Still laughing and whooping, the whole lot of them more than half dragged me back up the stairs to the dining room on the fourth floor. Mister Garman was sitting in a big chair at the head of the table, dressed in the formal clothes of a guild mister, and straight in a line down the table in front of him was as much food as I’d ever seen in one place.

The prentices lined up on the other side of the room, and got as silent as they could. Bil pushed me a step out in front, and then said in a voice that could have passed for a jennel of the presden’s court in Sisnaddi, “Sir and Mister, the newest apprentice, Trey sunna Gwen.”

“Has he shaken the robot’s hand?” Mister Garman asked in the same oh-so-formal tone.

“He has, Sir and Mister.” Then, grinning: “Put his hand right out.

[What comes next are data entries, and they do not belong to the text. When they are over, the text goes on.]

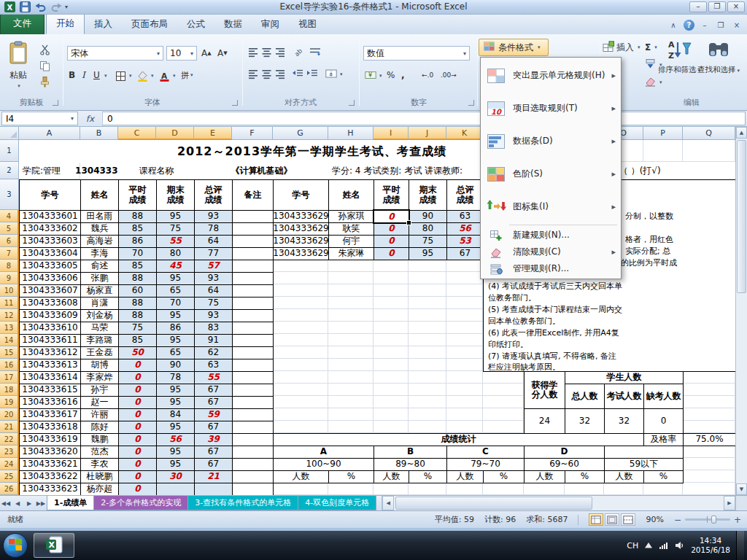 Image resolution: width=747 pixels, height=560 pixels. What do you see at coordinates (267, 74) in the screenshot?
I see `align-center-icon` at bounding box center [267, 74].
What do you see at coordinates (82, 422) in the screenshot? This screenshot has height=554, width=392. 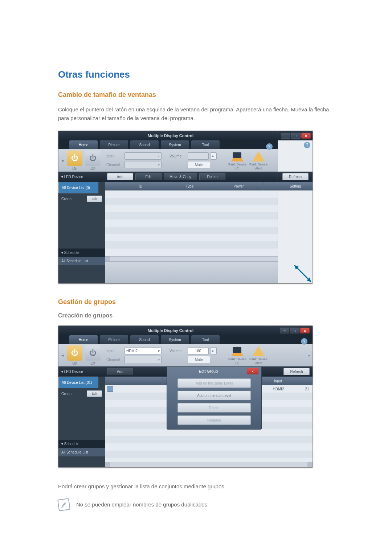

And we didn’t have to drag him down the stairs.”

“Then let the feasting begin,” said Mister Garman. He got up from his chair, with the closest thing to a genuine smile on his face that I ever remember seeing there, and walked to the door. He turned to me and said, “You’ll do well, Trey.” Then, to the others: “Don’t make him do all the cleaning—but this room and the kitchen had better be spotless tomorrow morning.”

The moment he left the room, everyone made for the food, but there was more than enough to go around, meat pies and sweetcakes and just about anything else good you care to think about, and birch punch to drink, which I’d never had before. I gathered from the talk that the scant meals and the hard work were parts of whatever test I’d taken and passed, for some of the prentices laughed about how they’d all but had to be dragged down to the cellar, and others how they’d just about decided to give up and go back to their families, and there were a few who mentioned boys who did just that, up and quit after two bleak meals and a lot of hard work, or who bolted out the door into the night because they were too afraid of meeting the robot.

I didn’t mention that I’d had my share of hard work and scant meals as a farmer’s only child up in the hills, though that was mostly because I was too well fed and comfortable by the time the point seemed worth making. Still, I did my share of the cleaning when it came to that, and the dining room and kitchen were close to spotless when we got up the next morning.

It’s a funny thing, the robot’s hand. Every ruinman’s prentice, not just Garman’s, gets to shake the robot’s hand, and ever after that there’s a line between you and everyone who hasn’t gone to meet the robot. The old world is a little less distant, maybe, and the things that people outside the ruinmen’s guild think and say seem a little less important. Certainly, as I lay in bed and tried to quiet my mind enough to sleep, the night after I found the dead man’s letter in the Shanuga underplaces and got started on the road to Star’s Reach, the robot’s hand was what kept coming to mind; I imagined myself going down some other stair, in some vast ruin I could barely imagine, and shaking a hand that didn’t have another prentice on the other side of it.

Maybe that’s what the ancients who built Star’s Reach were trying to do, in their own way. I know it’s one of the things that sends ruinmen down into the underplaces of the old world’s dead cities, when the pay’s so often poor these days and so many of us get reborn in the doing of it. To touch something that thinks but isn’t human, or isn’t the kind of human we are nowadays: it’s a heady thing, and it makes my head spin to think that I’m as close to doing that as I write these words as anyone has been since the old world ended.